There was and is a very major bridge, the Puente de la Salve running across the river at the bridge's location. This is a somewhat brutal, massive structure. It looks quite unusual, being a cable stayed bridge from a more industrial age of bridge-building than most, more recent, cable stayed bridges. Cable stayed bridges are built today due to the fact that with modern materials they are often cheaper than other types of bridge. However, there is another important fact about them, which is that they can be made highly asymmetric. For many other types of bridge, one side must be pretty much the mirror image of the other. For cable stayed bridges the two designs of the two sides can be close to unrelated. And, in Bilbao this was likely important, as the major road going over the bridge comes out of the steep hills on one side of the river, carries heavy traffic (including heavy vehicles) across the river and then essentially becomes one of Bilbao's main thoroughfares. The bridge was built in the late 1960s, and it fits quite well into an industrial city. I quite like it. (If you built a bridge there today to the same specifications, it might be prettier (it could be a modern cable stayed bridge - similar in shape but thinner and a different colour) or it might not (the cheapest solution would likely be something fairly ghastly made from prestressed concrete). But the 1960s bridge is what we have.
And I, personally, happen to think that the integration of the bridge into the design of the museum is the best thing about the design of the Guggenheim.
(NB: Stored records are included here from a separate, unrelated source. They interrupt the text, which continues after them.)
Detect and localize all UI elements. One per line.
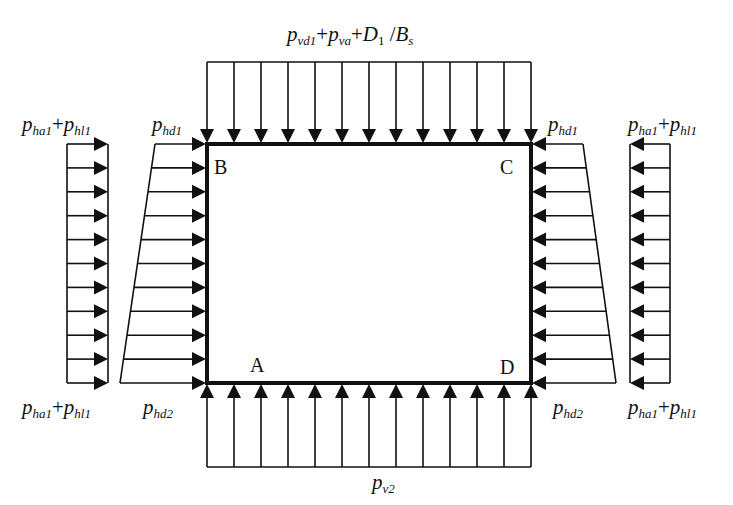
arrowhead-icon [227, 129, 241, 143]
arrowhead-icon [630, 209, 644, 223]
arrowhead-icon [470, 384, 484, 398]
arrowhead-icon [192, 376, 206, 390]
arrowhead-icon [281, 384, 295, 398]
arrowhead-icon [532, 161, 546, 175]
bottom-vertical-load [200, 384, 538, 467]
arrowhead-icon [362, 384, 376, 398]
left-trapezoidal-load [120, 137, 206, 390]
arrowhead-icon [497, 129, 511, 143]
arrowhead-icon [192, 209, 206, 223]
corner-label-a: A [250, 355, 264, 375]
arrowhead-icon [94, 161, 108, 175]
left-bottom-uniform-label: pha1+phl1 [22, 397, 91, 420]
arrowhead-icon [416, 129, 430, 143]
arrowhead-icon [94, 280, 108, 294]
arrowhead-icon [94, 376, 108, 390]
arrowhead-icon [630, 376, 644, 390]
top-load-label: pvd1+pva+D1 /Bs [287, 24, 413, 47]
arrowhead-icon [254, 129, 268, 143]
left-uniform-load [67, 137, 108, 390]
arrowhead-icon [200, 384, 214, 398]
arrowhead-icon [94, 137, 108, 151]
arrowhead-icon [389, 384, 403, 398]
right-bottom-uniform-label: pha1+phl1 [628, 397, 697, 420]
arrowhead-icon [630, 257, 644, 271]
arrowhead-icon [192, 161, 206, 175]
arrowhead-icon [532, 352, 546, 366]
top-vertical-load [200, 62, 538, 143]
arrowhead-icon [532, 304, 546, 318]
arrowhead-icon [630, 161, 644, 175]
right-uniform-load [630, 137, 670, 390]
arrowhead-icon [532, 137, 546, 151]
arrowhead-icon [497, 384, 511, 398]
arrowhead-icon [630, 137, 644, 151]
arrowhead-icon [524, 384, 538, 398]
bottom-load-label: pv2 [372, 472, 395, 495]
arrowhead-icon [630, 304, 644, 318]
left-top-trap-label: phd1 [152, 114, 182, 137]
load-diagram [0, 0, 733, 505]
right-bottom-trap-label: phd2 [553, 397, 583, 420]
corner-label-d: D [500, 357, 514, 377]
arrowhead-icon [443, 384, 457, 398]
box-frame [207, 144, 531, 383]
arrowhead-icon [192, 304, 206, 318]
arrowhead-icon [94, 257, 108, 271]
arrowhead-icon [94, 185, 108, 199]
arrowhead-icon [94, 304, 108, 318]
arrowhead-icon [630, 328, 644, 342]
left-bottom-trap-label: phd2 [143, 397, 173, 420]
arrowhead-icon [532, 328, 546, 342]
arrowhead-icon [192, 257, 206, 271]
arrowhead-icon [192, 185, 206, 199]
arrowhead-icon [389, 129, 403, 143]
arrowhead-icon [335, 129, 349, 143]
arrowhead-icon [192, 352, 206, 366]
arrowhead-icon [308, 129, 322, 143]
arrowhead-icon [200, 129, 214, 143]
arrowhead-icon [335, 384, 349, 398]
arrowhead-icon [192, 328, 206, 342]
corner-label-c: C [500, 157, 513, 177]
arrowhead-icon [362, 129, 376, 143]
arrowhead-icon [532, 233, 546, 247]
arrowhead-icon [192, 233, 206, 247]
arrowhead-icon [308, 384, 322, 398]
arrowhead-icon [630, 185, 644, 199]
left-top-uniform-label: pha1+phl1 [22, 114, 91, 137]
arrowhead-icon [192, 137, 206, 151]
arrowhead-icon [94, 328, 108, 342]
arrowhead-icon [630, 280, 644, 294]
arrowhead-icon [630, 233, 644, 247]
arrowhead-icon [94, 209, 108, 223]
arrowhead-icon [532, 280, 546, 294]
arrowhead-icon [227, 384, 241, 398]
arrowhead-icon [532, 185, 546, 199]
corner-label-b: B [214, 157, 227, 177]
arrowhead-icon [254, 384, 268, 398]
arrowhead-icon [416, 384, 430, 398]
arrowhead-icon [281, 129, 295, 143]
right-top-trap-label: phd1 [548, 114, 578, 137]
arrowhead-icon [94, 352, 108, 366]
arrowhead-icon [94, 233, 108, 247]
arrowhead-icon [630, 352, 644, 366]
arrowhead-icon [524, 129, 538, 143]
arrowhead-icon [532, 257, 546, 271]
arrowhead-icon [192, 280, 206, 294]
right-trapezoidal-load [532, 137, 616, 390]
arrowhead-icon [470, 129, 484, 143]
right-top-uniform-label: pha1+phl1 [628, 114, 697, 137]
arrowhead-icon [443, 129, 457, 143]
arrowhead-icon [532, 376, 546, 390]
arrowhead-icon [532, 209, 546, 223]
The museum goes underneath the bridge, and it has has a tower that rises up over the bridge on the other side. (Clever things are done with the internal space created inside the museum by this, but I am less interested in this than the external aspects). A walkway and a set of steps goes under the bridge, and up onto the walkway on the opposite side of the bridge to the bulk of the museum, and this provides good vantage points of the bridge, museum, and river.
I previously described modern residential and leisure based developments on top of an industrial base as being like spiders webs attached to larger structures. The Guggenheim is slightly more complicated than this. If you look at the city this way, then it is perhaps the spider, or at least a large bug of some sort from which the webs emanate. And this idea works far better with the lumbering industrial bridge next to it. The museum is a much better building with the bridge than it would be without it.
And yet, when I read about the Guggenheim prior to actually going to see it, this point was seemingly missed entirely. The bridge was clearly not architecture but engineering, and was either presented as an obstacle to the design of the building or as a blemish. (The Bilbao guidebook I took with me said the following
Gehry had to contend with the ugly bulk of the Puente de la Salve running through the middle of his site, yet managed to incorporate the bridge fluidly into his plans
Now that's actually a compliment to Gehry, but it still implies that the bridge was on obstacle, rather than being something interesting to work with. The implication is clearly that an empty site would have been better, and I personally do not think that at all.
Most photographs I have seen of the Bilbao Guggenheim tend to photograph the building in such a way that the bridge is not visible, as it showing it would take away from the perfection of the building or something. The image of the museum from the slide show that started me on this post is an example. (It is actually taken from the bridge in question).
This is a shame, because as David constantly insists (correctly) the total environment is much more interesting than a single building.